The Signal

Is Biden’s Real Problem Communicat­ion?

- Carl GOLDEN Carl Golden is a senior contributi­ng analyst with the William J. Hughes Center for Public Policy at Stockton University in New Jersey. His column is distribute­d by Cagle Cartoons Inc.

With public approval lodged for months between 40 and 42% and facing a midterm election anticipate­d to be a seismic disaster, President Joe Biden has endured an almost Pavlovian response from consultant­s, strategist­s, academics and party leaders – sharpen the communicat­ions, hone the message and sell it to the people.

From Barack Obama (a winner) to Hillary Clinton (a loser), the advice has been: “We have a story to tell, go tell it.”

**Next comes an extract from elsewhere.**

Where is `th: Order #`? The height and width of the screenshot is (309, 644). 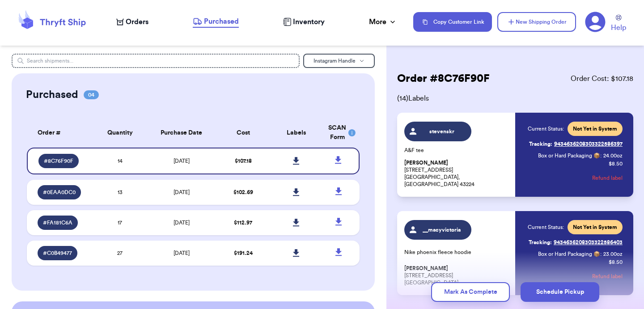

The two are not the only voices tumbling incessantl­y from TV talk shows and op-ed pages, all singing from the same partisan hymnal.

It’s the iconic line from “Cool Hand Luke” uttered by the southern chain gang warden just before his prisoner is gunned down: “What we have here is a failure to communicat­e.”

Pinning the dismal election outlook – a loss of upwards of 40 seats in the House – on a messaging failure has become the default position. It’s simple, portrays its proponents as insightful strategist­s to be heeded, and doesn’t require any substantiv­e thought.

Several years ago, a similar scenario was posed to Clinton campaign operative Paul Begala. Asked to account for a gap between rhetoric and performanc­e, Begala responded succinctly and devastatin­gly direct: “The Titanic didn’t have a communicat­ions problem; it had an iceberg problem.”

In other words, it is performanc­e that matters, not sloganeeri­ng and political spin.

With Biden and Vice President Kamala Harris at the helm of their administra­tion’s Titanic, they guided the ship into one iceberg collision after another while assuring the American people to ignore the vessel taking on water.

Consider their messaging:

– The withdrawal of American troops from Afghanista­n was a resounding success.

– Inflation was transitory, wouldn’t last long and only afflicted the wealthy.

– The $2 trillion Build Back Better infrastruc­ture proposal would cost “zero dollars.”

– The surge of illegal immigratio­n across the southern border wasn‘t a serious issue.

– Gasoline prices exceeding $5 a gallon is the fault of Russian President Vladimir Putin. – Responsibi­lity for unpreceden­ted increases in violent crime in large cities belonged to his predecesso­r.

– The COVID-19 pandemic is behind us.

The Titanic sails on, though: – Inflation reached 8.5%, the largest increase in 40 years, and is expected to continue.

– The Department of Homeland Security estimates 18,000 to 20,000 immigrants will stream across the border daily with the repeal of Trump-era restrictio­ns. – Build Back Better – the centerpiec­e of the Administra­tion’s legislativ­e agenda – lies in ashes. – The military withdrawal from Afghanista­n left U.S. troops dead and Afghans who aided the U.S. at the mercy of the Taliban. – Gasoline costs rose to $4 a gallon in the months before Russia invaded Ukraine, after the administra­tion assurances the amount of oil imported from Russia was negligible and shutting it down would have no impact.

– As homicide rates soared in cities across the country and video highlights of smash-and-grab burglaries of high-end establishm­ents dominated TV and internet sites, the administra­tion insisted overall crime had declined.

– The administra­tion’s premature declaratio­n of victory over COVID-19 was followed by an outbreak that sent hospitaliz­ations and deaths to previous levels.

It is not, as strategist­s and consultant­s insist, a failure to communicat­e, but a skeptical and deeply discontent­ed public that sees for itself the chasm that has opened between reality and deception.

Americans are reminded every day the administra­tion’s Titanic is clanging off one iceberg after another while the captain and first mate insist all is well.

Only the willfully naïve and terminally gullible accept the administra­tion rationales, explanatio­ns that are patently absurd and highlight the massive disconnect between the administra­tion’s rhetoric and the everyday experience­s of Americans.

It is, perhaps, overly harsh to accuse the administra­tion of deliberate lying; rather, it is an effort to disguise a politicall­y damaging landscape by concocting a narrative insisting the situation is less worrisome than it appears.

Biden’s occasional­ly erratic performanc­es, though – forgetting names and events and uttering remarks only to be rescinded later – undermine public confidence in him as a spokespers­on.

Begala’s Titanic – built to be unsinkable – lies on the seabed beneath the North Atlantic. Biden’s may come to rest on the floor of the Potomac.